The Illinois Senate sent Gov. Rod Blagojevich a bill that would increase the state's minimum wage to $7.50 an hour in July, one of the highest rates in the country.
Blagojevich is expected to sign the measure, which he and fellow Democrats championed during the campaign for the November general election. It was approved on a 40-17 Senate roll call.
The proposal, approved by the House a day earlier, would boost the state's current $6.50 minimum wage by $1 an hour. It also would include annual increases that would eventually bring the wage rate to $8.25 an hour by 2010.
The measure allows a 50-cent-per-hour reduction in the minimum wage for workers under age 18 and for probationary workers.
As they prepared to wrap up their two-week veto session, lawmakers failed to stop a scheduled 22-percent increase in residential electrical rates for Commonwealth Edison Co. customers. The hike is to take effect in January when a 10-year rate freeze expires.
Senators today voted their own plan to phase in the rate increases, but the House won't consider the proposal, as Speaker Michael Madigan (D-Chicago) instead prefers a three-year extension of the rate freeze.
Senate President Emil Jones (D-Chicago) favored a three-year phase in of the higher rates. Jones chastised Madigan -- though not by name -- for pushing the rate freeze for populist political reasons.
The minimum-wage vote came after Senate Democrats led the 40-16 passage of a plan to phase-in utility rate increases for ComEd residential customers by 7 percent for the next two years and 8 percent in the final year. Madigan has staunchly favored a continuation of an electric rate freeze for another three years.
Madigan's plan to impose a rate freeze didn't get enough votes to take effect immediately, but the plan is likely to come up again next month in the waning hours of the lame-duck legislature, when it will take fewer votes to pass.
Earlier today, state senators approved the funding needed to give themselves a 15.6-percent pay raise, voting to increase their paychecks beyond the 10 percent boost they approved two weeks ago.
The move marks the second time the Senate has voted to ratify higher paychecks since the Nov. 7 general election.
Legislation to fund the full 15.6-percent pay hike now goes to the House, where it faces an uncertain future. Madigan has questioned why the Senate waited until after the election to take action on higher salaries.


In your copy, repeat the records exactly and leave out the pictures.

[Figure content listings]
# # # #

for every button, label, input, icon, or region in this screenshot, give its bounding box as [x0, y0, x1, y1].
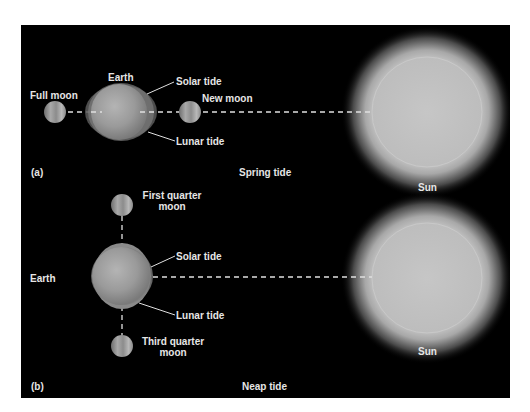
third-quarter-moon-label-line1: Third quarter	[142, 336, 204, 347]
solar-tide-leader	[147, 82, 174, 94]
neap-tide-caption: Neap tide	[242, 381, 287, 392]
lunar-tide-label-spring: Lunar tide	[176, 136, 224, 147]
earth-neap	[92, 247, 150, 305]
tides-diagram	[21, 25, 510, 398]
diagram-panel: Earth Full moon Solar tide New moon Luna…	[21, 25, 510, 398]
first-quarter-moon-label-line2: moon	[158, 201, 185, 212]
figure-canvas: Earth Full moon Solar tide New moon Luna…	[0, 0, 530, 412]
sun-disk-neap	[372, 223, 482, 333]
solar-tide-leader-neap	[151, 256, 175, 267]
lunar-tide-leader-neap	[139, 303, 175, 315]
earth-spring	[91, 84, 147, 140]
sun-disk-spring	[372, 57, 482, 167]
lunar-tide-label-neap: Lunar tide	[176, 310, 224, 321]
lunar-tide-leader	[148, 132, 175, 141]
earth-label-neap: Earth	[30, 273, 56, 284]
third-quarter-moon	[111, 335, 133, 357]
spring-tide-caption: Spring tide	[239, 167, 291, 178]
first-quarter-moon-label-line1: First quarter	[143, 190, 202, 201]
new-moon-label: New moon	[202, 93, 253, 104]
first-quarter-moon-label: First quarter moon	[137, 190, 207, 212]
first-quarter-moon	[111, 194, 133, 216]
sun-label-spring: Sun	[418, 182, 437, 193]
solar-tide-label-spring: Solar tide	[176, 76, 222, 87]
third-quarter-moon-label: Third quarter moon	[138, 336, 208, 358]
panel-tag-a: (a)	[31, 167, 43, 178]
full-moon-label: Full moon	[30, 90, 78, 101]
full-moon	[44, 101, 66, 123]
earth-label-spring: Earth	[108, 72, 134, 83]
new-moon	[179, 101, 201, 123]
third-quarter-moon-label-line2: moon	[159, 347, 186, 358]
solar-tide-label-neap: Solar tide	[176, 251, 222, 262]
panel-tag-b: (b)	[31, 381, 44, 392]
sun-label-neap: Sun	[418, 346, 437, 357]
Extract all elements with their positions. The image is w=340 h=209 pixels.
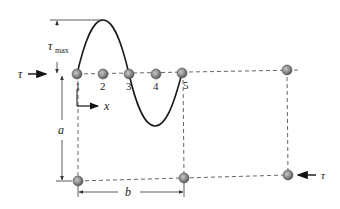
particle-1-number: 1	[75, 80, 81, 92]
right-dashed-line	[287, 70, 288, 175]
x-axis-label: x	[103, 99, 110, 113]
tau-right-label: τ	[321, 169, 326, 181]
particle-bottom-right	[283, 170, 293, 180]
particle-bottom-middle	[179, 173, 189, 183]
b-dimension	[78, 183, 184, 197]
a-dimension-label: a	[58, 123, 64, 137]
b-dimension-label: b	[125, 185, 131, 199]
top-dashed-line	[77, 70, 300, 74]
particle-bottom-left	[73, 176, 83, 186]
particle-top-right	[282, 65, 292, 75]
bottom-particle-row	[73, 170, 293, 186]
particle-5-number: 5	[183, 79, 189, 91]
particle-3	[124, 69, 134, 79]
x-axis-indicator	[77, 90, 98, 106]
tau-max-label-sub: max	[55, 46, 69, 55]
particle-5	[177, 68, 187, 78]
particle-3-number: 3	[126, 80, 132, 92]
top-particle-row	[72, 65, 292, 79]
shear-wave-diagram: τ max τ τ x a b 1 2 3 4 5	[0, 0, 340, 209]
dashed-frame	[77, 70, 300, 181]
particle-4-number: 4	[153, 80, 159, 92]
tau-max-label-main: τ	[48, 39, 53, 53]
particle-1	[72, 69, 82, 79]
particle-2-number: 2	[100, 80, 106, 92]
tau-left-label: τ	[18, 67, 23, 81]
particle-2	[98, 69, 108, 79]
particle-4	[151, 69, 161, 79]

# # # #

**OUTPUT OF THE TASK**
for every button, label, input, icon, or region in this screenshot, give its bounding box as [x0, y0, x1, y1].
third-quarter-moon-label-line1: Third quarter	[142, 336, 204, 347]
solar-tide-leader	[147, 82, 174, 94]
neap-tide-caption: Neap tide	[242, 381, 287, 392]
lunar-tide-label-spring: Lunar tide	[176, 136, 224, 147]
earth-neap	[92, 247, 150, 305]
tides-diagram	[21, 25, 510, 398]
diagram-panel: Earth Full moon Solar tide New moon Luna…	[21, 25, 510, 398]
first-quarter-moon-label-line2: moon	[158, 201, 185, 212]
figure-canvas: Earth Full moon Solar tide New moon Luna…	[0, 0, 530, 412]
sun-disk-neap	[372, 223, 482, 333]
solar-tide-leader-neap	[151, 256, 175, 267]
lunar-tide-leader-neap	[139, 303, 175, 315]
earth-spring	[91, 84, 147, 140]
sun-disk-spring	[372, 57, 482, 167]
lunar-tide-label-neap: Lunar tide	[176, 310, 224, 321]
lunar-tide-leader	[148, 132, 175, 141]
earth-label-neap: Earth	[30, 273, 56, 284]
third-quarter-moon	[111, 335, 133, 357]
spring-tide-caption: Spring tide	[239, 167, 291, 178]
first-quarter-moon-label-line1: First quarter	[143, 190, 202, 201]
new-moon-label: New moon	[202, 93, 253, 104]
first-quarter-moon-label: First quarter moon	[137, 190, 207, 212]
first-quarter-moon	[111, 194, 133, 216]
sun-label-spring: Sun	[418, 182, 437, 193]
solar-tide-label-spring: Solar tide	[176, 76, 222, 87]
third-quarter-moon-label: Third quarter moon	[138, 336, 208, 358]
panel-tag-a: (a)	[31, 167, 43, 178]
full-moon-label: Full moon	[30, 90, 78, 101]
full-moon	[44, 101, 66, 123]
earth-label-spring: Earth	[108, 72, 134, 83]
new-moon	[179, 101, 201, 123]
third-quarter-moon-label-line2: moon	[159, 347, 186, 358]
solar-tide-label-neap: Solar tide	[176, 251, 222, 262]
panel-tag-b: (b)	[31, 381, 44, 392]
sun-label-neap: Sun	[418, 346, 437, 357]
Extract all elements with their positions. The image is w=340 h=209 pixels.
particle-1-number: 1	[75, 80, 81, 92]
right-dashed-line	[287, 70, 288, 175]
x-axis-label: x	[103, 99, 110, 113]
tau-right-label: τ	[321, 169, 326, 181]
particle-bottom-right	[283, 170, 293, 180]
particle-bottom-middle	[179, 173, 189, 183]
b-dimension	[78, 183, 184, 197]
a-dimension-label: a	[58, 123, 64, 137]
b-dimension-label: b	[125, 185, 131, 199]
top-dashed-line	[77, 70, 300, 74]
particle-bottom-left	[73, 176, 83, 186]
particle-top-right	[282, 65, 292, 75]
bottom-particle-row	[73, 170, 293, 186]
particle-5-number: 5	[183, 79, 189, 91]
particle-3	[124, 69, 134, 79]
x-axis-indicator	[77, 90, 98, 106]
tau-max-label-sub: max	[55, 46, 69, 55]
particle-5	[177, 68, 187, 78]
particle-3-number: 3	[126, 80, 132, 92]
top-particle-row	[72, 65, 292, 79]
shear-wave-diagram: τ max τ τ x a b 1 2 3 4 5	[0, 0, 340, 209]
dashed-frame	[77, 70, 300, 181]
particle-4-number: 4	[153, 80, 159, 92]
tau-max-label-main: τ	[48, 39, 53, 53]
particle-1	[72, 69, 82, 79]
particle-2-number: 2	[100, 80, 106, 92]
tau-left-label: τ	[18, 67, 23, 81]
particle-2	[98, 69, 108, 79]
particle-4	[151, 69, 161, 79]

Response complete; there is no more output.